Published online by Cambridge University Press: 22 December 2023
Pessimism about democracy is pervasive. Freedom House's most recent survey of the state of democracy in the world is entitled “Democracy in Retreat”. Even in the West, where democracy has long been taken for granted, scholars and observers wonder whether it will survive assaults from within by populists and from without by resurgent authoritarianism. Reflecting these trends, scholarship and commentary is consumed by debate about illiberal democracy, global authoritarianism, and democratic backsliding. Summing up what has become a widespread view, Viktor Orbán, Hungary's current prime minister, recently proclaimed: “The era of liberal democracy is over.”
How can we understand the state of democracy in the world today? What makes liberal democracy work well in some places and times and not others? These are questions of the utmost theoretical and practical import. But as I found when writing Democracy and Dictatorship in Europe: From the Ancien Regime to the Present Day (Berman 2019), studying Europe is the perfect way to begin answering them. European history makes clear that much contemporary commentary on the state of democracy is implicitly based on mistaken assumptions about how political development unfolded in the past as well as a warped understanding of what it takes to make democracy work. If we do not study democracy's past, it is hard to fully understand its present.
Painful transition, difficult consolidation
An examination of European history reveals, for example, that quick, painless transitions to democracy are extremely rare. Europe's struggle for democracy began in 1789 with the French Revolution. During the next 150 years, many transitions to democracy occurred in France and other European countries. Most failed, many spectacularly and violently, as in Italy, Germany and Spain during the interwar period. Even the few European countries that had relatively peaceful paths to liberal democracy – Britain being the prime example – took an extremely long time to get there, from the 1688 Glorious Revolution until the extension of universal male suffrage in 1918. (The same could be said of the United States, by the way, which required an immensely bloody civil war and then another hundred years of struggle before it could be considered a full liberal democracy where all citizens had access to their political rights.)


_EXERCISE_. Set down each entry as it stands. Skip the pictures.

(Beginning of DATA FOR THE TASK)

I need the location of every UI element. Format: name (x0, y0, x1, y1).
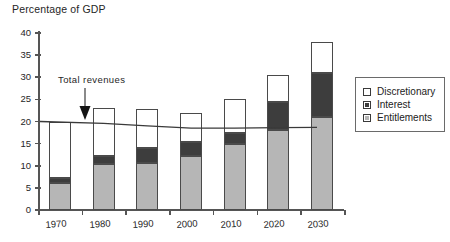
chart-container: Percentage of GDP 0510152025303540 19701… (0, 0, 450, 242)
legend-item-discretionary[interactable]: Discretionary (363, 86, 435, 97)
legend-item-label: Discretionary (377, 86, 435, 97)
legend-swatch-icon (363, 114, 371, 122)
legend-swatch-icon (363, 88, 371, 96)
legend-item-interest[interactable]: Interest (363, 99, 435, 110)
legend-item-label: Entitlements (377, 112, 432, 123)
legend-item-entitlements[interactable]: Entitlements (363, 112, 435, 123)
legend-swatch-icon (363, 101, 371, 109)
legend-item-label: Interest (377, 99, 410, 110)
chart-legend: DiscretionaryInterestEntitlements (355, 77, 445, 132)
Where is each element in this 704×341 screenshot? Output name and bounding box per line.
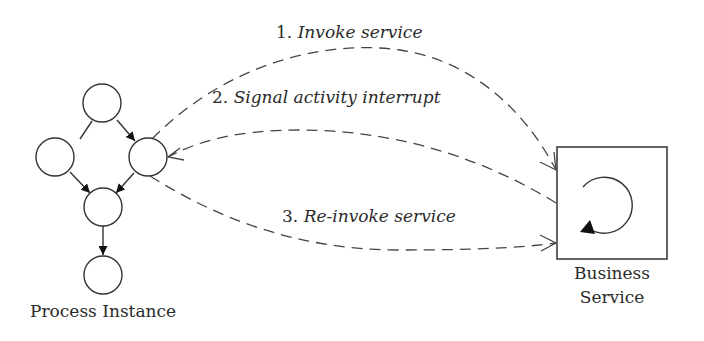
business-service-box[interactable] bbox=[557, 147, 667, 259]
message-1-label: 1. Invoke service bbox=[276, 22, 422, 42]
message-2-signal bbox=[168, 130, 556, 203]
process-node-left[interactable] bbox=[36, 138, 74, 176]
message-3-label: 3. Re-invoke service bbox=[282, 206, 456, 226]
business-service-label-line2: Service bbox=[580, 287, 644, 307]
edge-top-to-left bbox=[80, 121, 92, 139]
process-instance bbox=[36, 84, 167, 294]
process-node-top[interactable] bbox=[83, 84, 121, 122]
business-service-label-line1: Business bbox=[574, 263, 650, 283]
process-node-right[interactable] bbox=[129, 138, 167, 176]
message-2-label: 2. Signal activity interrupt bbox=[212, 87, 441, 107]
diagram-canvas: Process Instance Business Service 1. Inv… bbox=[0, 0, 704, 341]
process-node-middle[interactable] bbox=[84, 188, 122, 226]
edge-right-to-middle bbox=[116, 173, 134, 193]
business-service bbox=[557, 147, 667, 259]
process-instance-label: Process Instance bbox=[30, 301, 176, 321]
process-node-bottom[interactable] bbox=[84, 256, 122, 294]
message-1-invoke bbox=[152, 48, 556, 170]
edge-left-to-middle bbox=[70, 172, 90, 193]
edge-top-to-right bbox=[117, 120, 135, 141]
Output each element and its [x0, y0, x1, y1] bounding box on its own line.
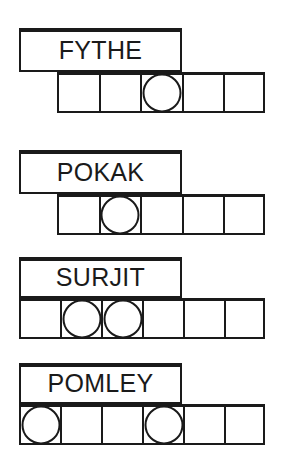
letter-cell[interactable] — [224, 298, 265, 339]
letter-cell[interactable] — [140, 194, 182, 235]
letter-cell[interactable] — [19, 404, 60, 445]
letter-cell[interactable] — [182, 194, 224, 235]
letter-cell[interactable] — [19, 298, 60, 339]
letter-cell[interactable] — [183, 404, 224, 445]
circle-marker-icon — [142, 74, 181, 113]
letter-cell-row — [19, 404, 265, 445]
worksheet-canvas: FYTHEPOKAKSURJITPOMLEY — [0, 0, 283, 466]
letter-cell[interactable] — [60, 298, 101, 339]
letter-cell[interactable] — [142, 404, 183, 445]
letter-cell-row — [57, 72, 265, 113]
name-label-text: SURJIT — [56, 265, 145, 290]
circle-marker-icon — [101, 196, 140, 235]
name-label-box[interactable]: SURJIT — [19, 257, 182, 298]
letter-cell[interactable] — [101, 298, 142, 339]
letter-cell[interactable] — [60, 404, 101, 445]
name-label-box[interactable]: POKAK — [19, 150, 182, 194]
letter-cell-row — [19, 298, 265, 339]
letter-cell[interactable] — [142, 298, 183, 339]
letter-cell[interactable] — [182, 72, 224, 113]
circle-marker-icon — [21, 406, 60, 445]
letter-cell[interactable] — [99, 72, 141, 113]
letter-cell[interactable] — [183, 298, 224, 339]
circle-marker-icon — [62, 300, 101, 339]
name-label-text: FYTHE — [59, 38, 142, 63]
letter-cell[interactable] — [57, 194, 99, 235]
name-label-text: POKAK — [57, 160, 145, 185]
letter-cell[interactable] — [223, 72, 265, 113]
circle-marker-icon — [144, 406, 183, 445]
letter-cell[interactable] — [140, 72, 182, 113]
letter-cell[interactable] — [101, 404, 142, 445]
name-label-box[interactable]: POMLEY — [19, 363, 182, 404]
letter-cell[interactable] — [224, 404, 265, 445]
circle-marker-icon — [103, 300, 142, 339]
name-label-text: POMLEY — [48, 371, 154, 396]
letter-cell-row — [57, 194, 265, 235]
letter-cell[interactable] — [57, 72, 99, 113]
letter-cell[interactable] — [99, 194, 141, 235]
name-label-box[interactable]: FYTHE — [19, 28, 182, 72]
letter-cell[interactable] — [223, 194, 265, 235]
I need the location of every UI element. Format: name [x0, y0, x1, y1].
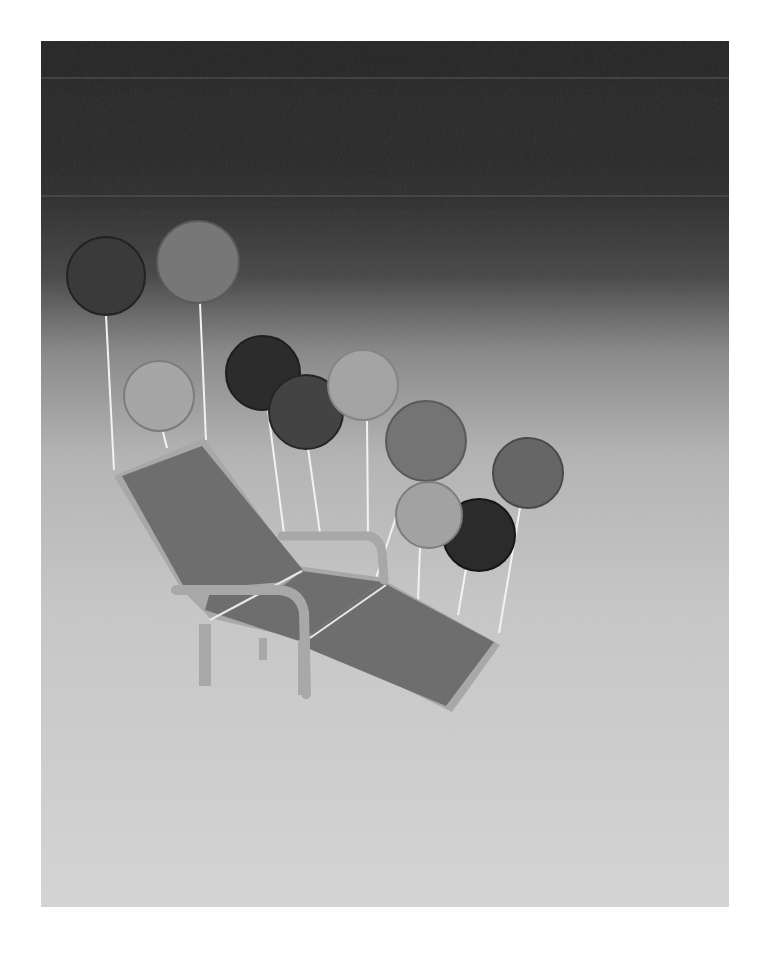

(End of DATA FOR THE TASK)

_RESPONSE_.
I need the location of every UI element. Format: name (x0, y0, x1, y1).
chart-container: Percentage of GDP 0510152025303540 19701… (0, 0, 450, 242)
legend-item-discretionary[interactable]: Discretionary (363, 86, 435, 97)
legend-item-label: Discretionary (377, 86, 435, 97)
legend-swatch-icon (363, 114, 371, 122)
legend-swatch-icon (363, 88, 371, 96)
legend-item-interest[interactable]: Interest (363, 99, 435, 110)
legend-item-label: Entitlements (377, 112, 432, 123)
legend-item-entitlements[interactable]: Entitlements (363, 112, 435, 123)
legend-swatch-icon (363, 101, 371, 109)
legend-item-label: Interest (377, 99, 410, 110)
chart-legend: DiscretionaryInterestEntitlements (355, 77, 445, 132)
Where is each element in this 704×341 screenshot? Output name and bounding box per line.
business-service-box[interactable] bbox=[557, 147, 667, 259]
message-1-label: 1. Invoke service bbox=[276, 22, 422, 42]
message-2-signal bbox=[168, 130, 556, 203]
process-node-left[interactable] bbox=[36, 138, 74, 176]
message-3-label: 3. Re-invoke service bbox=[282, 206, 456, 226]
business-service-label-line2: Service bbox=[580, 287, 644, 307]
edge-top-to-left bbox=[80, 121, 92, 139]
process-instance bbox=[36, 84, 167, 294]
process-node-top[interactable] bbox=[83, 84, 121, 122]
business-service-label-line1: Business bbox=[574, 263, 650, 283]
process-node-right[interactable] bbox=[129, 138, 167, 176]
message-2-label: 2. Signal activity interrupt bbox=[212, 87, 441, 107]
diagram-canvas: Process Instance Business Service 1. Inv… bbox=[0, 0, 704, 341]
process-node-middle[interactable] bbox=[84, 188, 122, 226]
edge-right-to-middle bbox=[116, 173, 134, 193]
business-service bbox=[557, 147, 667, 259]
process-instance-label: Process Instance bbox=[30, 301, 176, 321]
process-node-bottom[interactable] bbox=[84, 256, 122, 294]
message-1-invoke bbox=[152, 48, 556, 170]
edge-left-to-middle bbox=[70, 172, 90, 193]
edge-top-to-right bbox=[117, 120, 135, 141]
Output each element and its [x0, y0, x1, y1] bounding box on its own line.
letter-cell[interactable] — [224, 298, 265, 339]
letter-cell[interactable] — [140, 194, 182, 235]
letter-cell[interactable] — [19, 404, 60, 445]
letter-cell[interactable] — [182, 194, 224, 235]
letter-cell[interactable] — [19, 298, 60, 339]
letter-cell[interactable] — [183, 404, 224, 445]
circle-marker-icon — [142, 74, 181, 113]
letter-cell-row — [19, 404, 265, 445]
worksheet-canvas: FYTHEPOKAKSURJITPOMLEY — [0, 0, 283, 466]
letter-cell[interactable] — [60, 298, 101, 339]
letter-cell[interactable] — [142, 404, 183, 445]
letter-cell-row — [57, 72, 265, 113]
name-label-text: SURJIT — [56, 265, 145, 290]
circle-marker-icon — [101, 196, 140, 235]
name-label-box[interactable]: SURJIT — [19, 257, 182, 298]
letter-cell[interactable] — [101, 298, 142, 339]
letter-cell[interactable] — [60, 404, 101, 445]
name-label-box[interactable]: POKAK — [19, 150, 182, 194]
letter-cell-row — [19, 298, 265, 339]
letter-cell[interactable] — [142, 298, 183, 339]
letter-cell[interactable] — [182, 72, 224, 113]
circle-marker-icon — [21, 406, 60, 445]
letter-cell[interactable] — [99, 72, 141, 113]
letter-cell[interactable] — [183, 298, 224, 339]
circle-marker-icon — [62, 300, 101, 339]
name-label-text: FYTHE — [59, 38, 142, 63]
letter-cell[interactable] — [57, 194, 99, 235]
name-label-text: POKAK — [57, 160, 145, 185]
letter-cell[interactable] — [223, 72, 265, 113]
circle-marker-icon — [144, 406, 183, 445]
letter-cell[interactable] — [140, 72, 182, 113]
letter-cell[interactable] — [101, 404, 142, 445]
name-label-box[interactable]: POMLEY — [19, 363, 182, 404]
letter-cell[interactable] — [224, 404, 265, 445]
circle-marker-icon — [103, 300, 142, 339]
name-label-text: POMLEY — [48, 371, 154, 396]
letter-cell-row — [57, 194, 265, 235]
letter-cell[interactable] — [57, 72, 99, 113]
letter-cell[interactable] — [99, 194, 141, 235]
name-label-box[interactable]: FYTHE — [19, 28, 182, 72]
letter-cell[interactable] — [223, 194, 265, 235]
I need the location of every UI element. Format: name [x0, y0, x1, y1].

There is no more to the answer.